Closing apps makes a meaningful difference when:

  • You're running an older Firestick model with 1GB of RAM
  • You regularly switch between multiple heavy apps (Netflix, YouTube, games, browsers)
  • Your device has been running for days without a restart
  • A specific app is visibly frozen or unresponsive

It matters less when:

  • You're on a newer, higher-RAM model that handles multitasking more gracefully
  • You primarily use one or two apps and navigate between them infrequently
  • Your Firestick was recently restarted

A full device restart — unplugging the Firestick or going to Settings > My Fire TV > Restart — is often more effective than closing individual apps. It clears all background processes at once and gives the system a clean slate.

A Note on Third-Party "Cleaner" Apps 🔍

You'll find apps in the Amazon Appstore marketed as RAM cleaners or memory boosters. Results vary significantly. Some offer a genuine shortcut to bulk-closing background processes; others add their own overhead without much benefit. Fire OS's native tools — Force Stop, Clear Cache, and Restart — accomplish the same goals without introducing additional software into the equation.

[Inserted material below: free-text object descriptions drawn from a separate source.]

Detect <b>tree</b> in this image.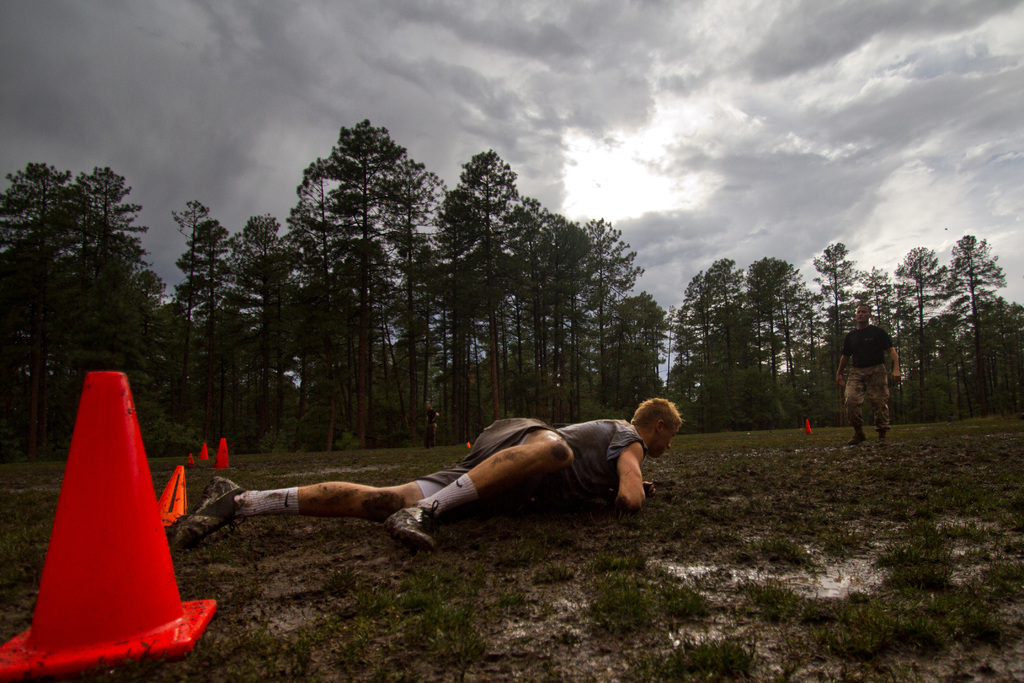
Detection: pyautogui.locateOnScreen(876, 243, 957, 424).
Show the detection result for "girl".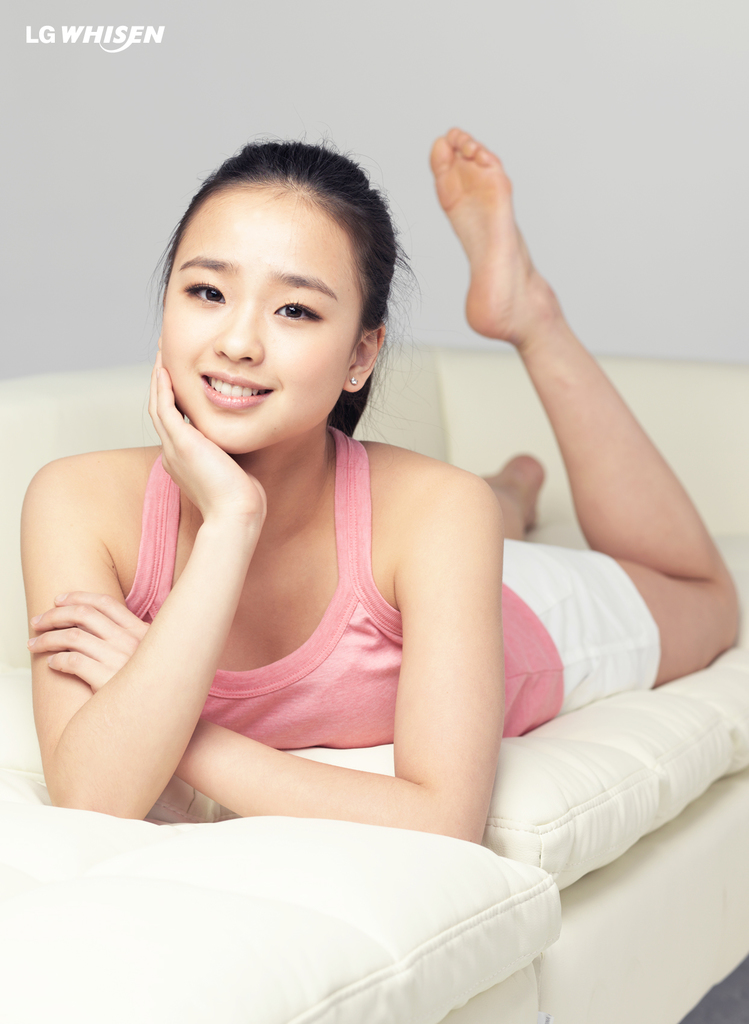
detection(13, 102, 741, 851).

The Variables That Change Your Experience

How much benefit you get from closing apps depends on factors specific to your setup:

  • Which Firestick model you own — RAM capacity varies significantly across generations
  • How many apps you have installed — more installed apps means more potential background activity
  • How long since your last restart — memory fragmentation accumulates over time
  • Which apps you use most — streaming apps, games, and browsers carry different memory footprints
  • Your Fire OS version — Amazon periodically updates how background processes are managed

Someone running a Firestick Lite loaded with streaming apps, a browser, and third-party sideloaded software will have a very different experience than someone using a Firestick 4K Max primarily for one or two services. The same steps apply to both — but how much they improve performance depends entirely on what's already happening under the hood on that specific device.